Look around you. This is what our instructors have been telling us from day once, not because we might be impaled by poisoned arrows from an Indiana Jones-esque booby trap, but because we must understand and experience the land in which our cultural ancestors have worked, played, lived, breathed, worshipped for thousands of years. Myriads of people and cultures have left us clues to our past and theirs. We are here look around ourselves for everything from the mundane pottery sherd (yes, sherd, not shard, shards are glass) to a glorious imperial temple to the very soil (not dirt, as Vera so eloquently put in her post) we walk on (and often breathe).

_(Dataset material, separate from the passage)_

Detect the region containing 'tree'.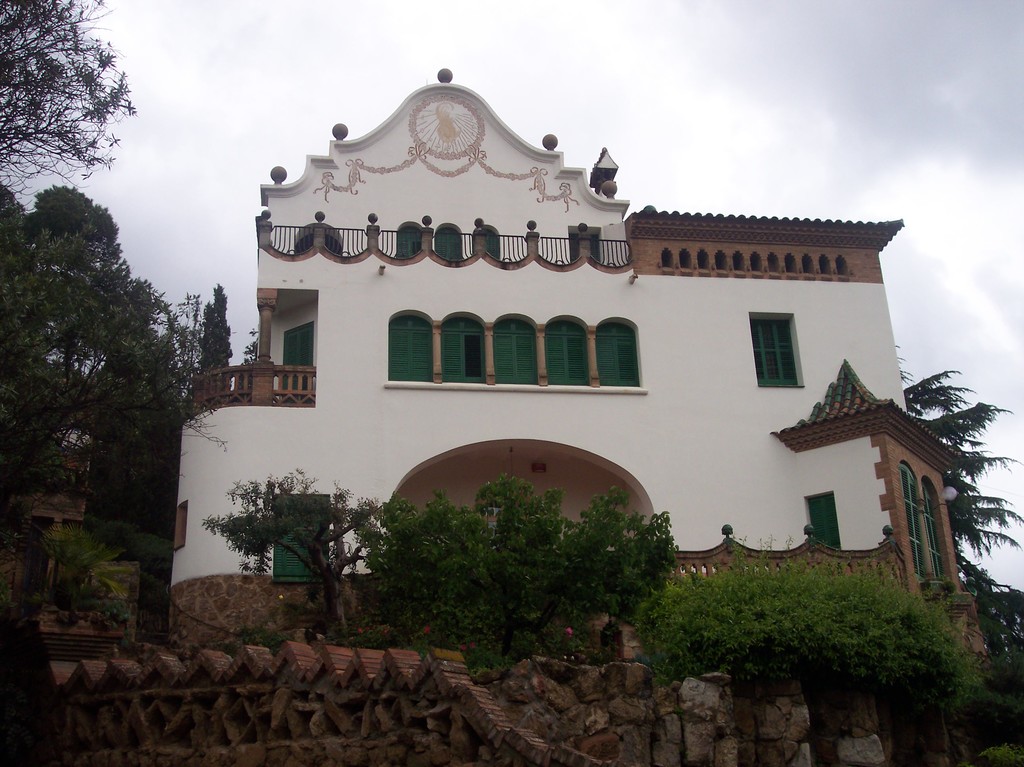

The first day at the dig site I was sent up to the acropolis which has never yet been excavated. I get up there and I look around me. To me back there are ruins of a once bustling roman port town and pirate enclave. To me sides are terraces of olives and bananas blanketing fully green, scrub forested hills, still inhabited by the farmers tending their land in a manner similar to their great great … Great grand parents. In front of me is the vast expanse of the Mediterranean sprawling out to a horizon hidden by a misty haze of clouds and melding with the clear blue sky. If this is the land the people of Antiochia inhabited, one can only fathom at the material culture still buried in these hill sides.
I cannot wait to see what is in store for the 2014 St. Olaf team as we dig into the past.